Music Diplomacy and the History of La Crosse-Dubna Sister Cities

SisterCitiesInternational
60 Days of Impact
Published in
4 min readJul 1, 2016

Gilda Goldental-Stoecker, Communications and Public Affairs Intern, Sister Cities International, as told by Busya Lugovier

The Dubna Trio

The La Crosse-Dubna Sister City story begins with a man named David Bell. Bell was born in Texas and lived there until he was 10 years old, after which his family moved back to Russia as a result of the Great Depression. However, when his family arrived, his father was suspected to be a spy and was placed in a work camp by Stalin’s regime. Bell always tried to reconnect with the U.S. but was not allowed to return to visit his family that remained there.

David Bell

In 1986, David received a peace lantern that featured autobiographies of students from La Crosse, Wisconsin along iwth contact information. The peace lanterns were created through the Lanterns for Peace project, started by a man named Dr. Baumgartner in La Crosse. Dr. Baumgartner’s wife was an artist, so she designed and created lanterns that could be folded and sent with letters. The mission of the project was to stop nuclear war and was inspired by Dr. Baumgartner’s involvement with Physicians for Social Responsibility. Dr. Baumgartner specifically sought to do the project in Russia because of the Cold War conflict.

When Gorbachev rose to power, Bell was finally able to travel to the U.S., and in 1987 and began planning his trip back. During his planning, he decided to contact Dr. Baumgartner. When the two met in the U.S., they decided the cities of La Crosse and Dubna, Russia were so similar in terms of geography and population size, they needed to establish friendship and understanding between their citizens.

Upon Bell’s return to Dubna, he decided that first delegation from Dubna would include musicians. When he met Busya Lugovier, a famous viola player of the Dubna Trio, he told her that he was going to take her to the U.S. for the exchange to La Crosse.

The first delegation traveled to La Crosse in 1989 and included the Dubna Trio, (Irina Oganessian, violin; Irina Zaharova, piano; and Busya Lugovier, viola), Bell, and a businessman named Victor Prohorov. The Dubna Trio performed a concert in La Crosse and Lugovier described it as “the firework of our lives.” In August of 1990, a delegation of 20 people traveled to Dubna to sign an official sister city agreement.

The Dubna Trio

Lugovier and others from the first delegation received an invitation to partake in the Festival of Bright Star, and on April 6, 1991, the Dubna Trio arrived in La Crosse. Along with the musical exchange, there were exchanges between teachers, students, medical professionals, and government officials. Lugovier was then invited to teach at the university in La Crosse and stayed in La Crosse as a professor of music for three years.

Furthermore, because of the awareness in La Crosse of difficult times in Russia, citizens of La Crosse gave the delegation many gifts to take back to the citizens of Dubna.

In addition to music, Lugovier cites medical exchanges as some of the most important exchanges between the two cities. Results of their medical exchanges include the founding of a diabetes center and school in Dubna by La Crosse’s Dr. Walter Vallejo and Dubna’s Dr. Olga Tarasova, called “Dr. Vallejo’s Diabetes Center.” His enormous effort to open the Center became his legacy to the people of Dubna. This Center helps educate the local community in Dubna as well as the Moscow community at large. Also, donations of wheelchairs have been made to Dubna by the La Crosse Rotary Club.

Since becoming sister cities, the two partners have hosted many collaborative events. Every five years, the two cities host events in either La Crosse or Dubna which have included music from the Dubna Trio, photography exhibits, other orchestra concert performances, and the unveiling of a Russian Garden.

Lugovier has many hopes for the future of the La Crosse-Dubna sister city relationship. She is interested in creating a documentary about their sister city partnership and how cities from two countries that were World War II allies and then Cold War enemies could become friends. She says,

Though there are conflicts, only people to people interactions can explain how we are the same and to allow people to understand each other and become friends. I have to tell what I experienced from the very beginning because it started with me. I ended up in the U.S., but I go to my country every year and am an ambassador in mentality and understanding.

Lugovier continues to work with the sister city association in monthly meetings and student/teacher exchanges. She also has assisted in the dedication of a gazebo in La Crosse, and works alongside the World Services of La Crosse. Recently, high school students from Dubna created postcards depicting photographs of the city and sent them to high school students in La Crosse to start a pen pal program and strengthen the relationship between the cities.

Lugovier served as the president of the La Crosse-Dubna Sister City Association in 2006 and 2013. She is currently on the board of the Association. She hopes that people realize the power of music and art in people’s understanding of each other. She sums up her hope perfectly by saying, “The language of music is a tool of intercultural understanding.”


Look for the word "Coinbase" in the entries and copy each line where it appears.
___ Data to process ___
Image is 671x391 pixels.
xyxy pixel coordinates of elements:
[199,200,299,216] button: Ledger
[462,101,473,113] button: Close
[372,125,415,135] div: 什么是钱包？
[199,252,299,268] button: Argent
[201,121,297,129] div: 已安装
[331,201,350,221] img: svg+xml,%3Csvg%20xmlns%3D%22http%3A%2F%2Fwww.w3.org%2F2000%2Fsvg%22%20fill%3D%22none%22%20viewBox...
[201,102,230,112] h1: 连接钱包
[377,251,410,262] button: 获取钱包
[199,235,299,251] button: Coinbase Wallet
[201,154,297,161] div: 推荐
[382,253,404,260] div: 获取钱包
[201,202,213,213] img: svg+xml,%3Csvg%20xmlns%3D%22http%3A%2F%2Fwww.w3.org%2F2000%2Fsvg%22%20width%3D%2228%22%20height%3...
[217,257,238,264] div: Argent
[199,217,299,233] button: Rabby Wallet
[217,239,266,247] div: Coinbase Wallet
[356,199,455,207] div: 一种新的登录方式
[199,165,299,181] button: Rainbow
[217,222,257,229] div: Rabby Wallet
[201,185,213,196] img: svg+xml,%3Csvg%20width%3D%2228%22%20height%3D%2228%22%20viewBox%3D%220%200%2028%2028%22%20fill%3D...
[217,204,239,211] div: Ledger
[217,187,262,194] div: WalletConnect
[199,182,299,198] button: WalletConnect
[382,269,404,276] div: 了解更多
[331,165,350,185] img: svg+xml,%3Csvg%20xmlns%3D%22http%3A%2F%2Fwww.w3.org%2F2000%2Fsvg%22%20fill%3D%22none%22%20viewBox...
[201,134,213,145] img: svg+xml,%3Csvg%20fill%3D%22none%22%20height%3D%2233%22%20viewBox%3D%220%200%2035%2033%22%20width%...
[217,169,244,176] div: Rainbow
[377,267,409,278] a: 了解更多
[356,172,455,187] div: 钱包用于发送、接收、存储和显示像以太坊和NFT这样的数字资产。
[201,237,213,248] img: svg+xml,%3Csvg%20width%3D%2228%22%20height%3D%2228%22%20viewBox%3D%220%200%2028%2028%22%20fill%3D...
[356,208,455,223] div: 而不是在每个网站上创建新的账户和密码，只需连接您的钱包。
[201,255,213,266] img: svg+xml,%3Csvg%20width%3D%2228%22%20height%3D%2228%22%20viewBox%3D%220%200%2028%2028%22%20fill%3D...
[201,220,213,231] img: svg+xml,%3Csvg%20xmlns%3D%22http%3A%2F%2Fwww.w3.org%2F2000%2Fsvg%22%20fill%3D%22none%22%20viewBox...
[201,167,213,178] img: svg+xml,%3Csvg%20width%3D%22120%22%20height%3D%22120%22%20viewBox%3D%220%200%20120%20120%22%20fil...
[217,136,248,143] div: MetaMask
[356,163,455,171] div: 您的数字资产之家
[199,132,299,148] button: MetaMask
___
**Problem solution**
[199,235,299,251] button: Coinbase Wallet
[217,239,266,247] div: Coinbase Wallet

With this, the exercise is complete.